At Ari Koumbomiram, a major location near Cheri, for example, there were ten furnaces in operation in the early 1940s, and these were organized into work units of approximately ten people each. At one furnace there were five kandine, including the furnace master, and five bagazao. This unit included eight men and two women, who were the wives of the furnace master and one of the workers. The salt season lasted from five to eight months, depending upon the year and the site. In a seven-month season, a work unit could stage twenty-seven boilings, which produced fifty cones each time, for a total of 1,350- 1,400 cones.

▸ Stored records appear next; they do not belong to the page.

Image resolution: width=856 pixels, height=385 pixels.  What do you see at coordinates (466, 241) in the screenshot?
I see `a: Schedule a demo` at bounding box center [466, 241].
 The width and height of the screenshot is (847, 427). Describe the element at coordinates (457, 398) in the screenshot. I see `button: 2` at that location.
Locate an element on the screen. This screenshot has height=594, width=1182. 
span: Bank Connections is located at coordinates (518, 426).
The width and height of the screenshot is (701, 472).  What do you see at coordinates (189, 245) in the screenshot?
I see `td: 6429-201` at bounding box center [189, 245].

Production of salt in Kadzell involved a different process than in Mangari and Muniyo. The salt, baboul or kige, was made primarily from the ashes of a bush, Salvadorapersica (Kanuri: babul, kaligu; Arabic: arak, siwark). The bush grew throughout Kadzell, eastern Mangari, the area south of the Komodugu Yo near Lake Chad and also to the east of the lake. Other plants were also burned to produce salt, including three varieties of grass (Kanuri: pagam, kalaslim, and kanido), which were found near Lake Chad, and the bush, Capparis aphylla (Kanuri: tundub), which was found as far south of the Komodugu Yo as Kukawa. The equipment used in making baboul was similar to that used in Mangari and Muniyo, but first the bushes and clumps of grass were burned, and the ashes placed in a filter similar to the ones used in the production of manda. The brine was then boiled in ovens or in single pots over a fire.

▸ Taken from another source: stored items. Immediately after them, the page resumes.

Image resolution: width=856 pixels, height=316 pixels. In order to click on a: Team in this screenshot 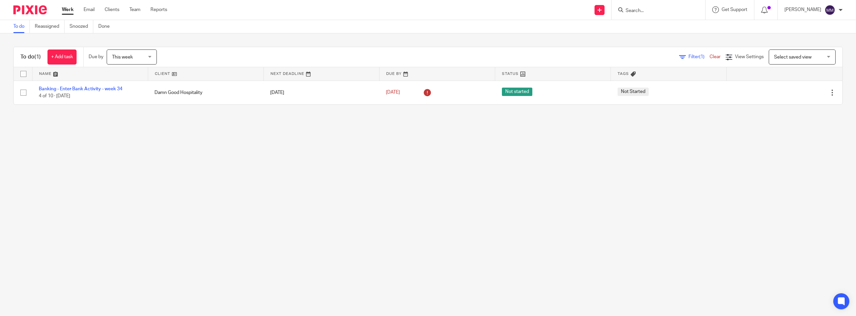, I will do `click(135, 10)`.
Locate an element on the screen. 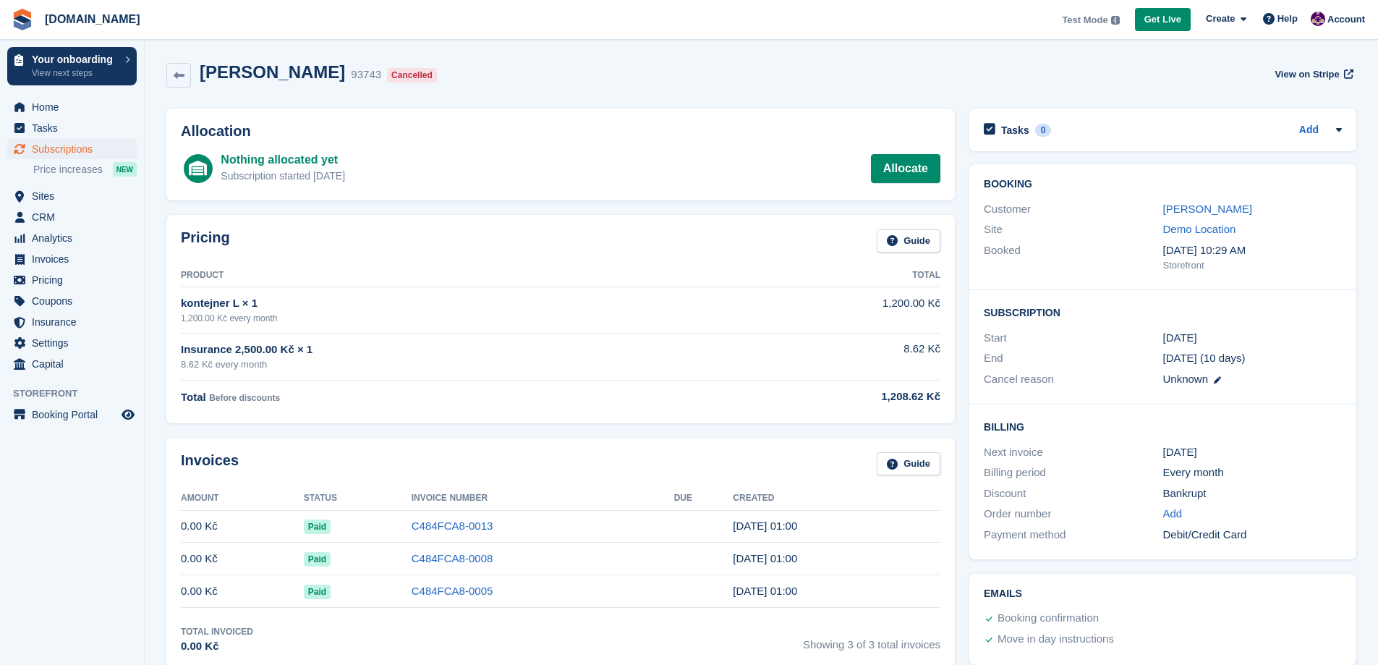  div: Nothing allocated yet is located at coordinates (283, 160).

The salt to the east of Lake Chad, ungurnu, was relatively pure trona, which was found in the valleys east of the lake. Although these areas of production were not part of Borno in the nineteenth century, much of the production was exported across the lake to Borno, while the rest passed through tributary states to the south of the lake. The Yedina, who lived on the islands and manned large fleets of canoes, controlled much of this production and transported the ungurnu across Lake Chad. While the Yedina never submitted to the Borno government, commercial relations were so important that an informal dependency was in fact established. Without the Borno commercial infrastructure and its connections with the wider Central Sudan market, there would have been no commercial outlet. The processing of ungurnu was simple. Since the lake was subject to constant evaporation, the salt (trona) was forced to the surface on the neighboring valleys to the east and northeast of the lake in the region known as Foli, and all that was required was to break the deposited trona into chunks for transport to Borno.

The Yedina appear to have used slaves for this task. Sometimes, they travelled east of the lake, particularly to the region of Kelbouram in Kanem, where deposits were to be found at Kelbouram, Betra, Liga, Tergouna, and Anjia. The ungurnu was cut into flat cone-shaped blocks weighing about thirteen kg each.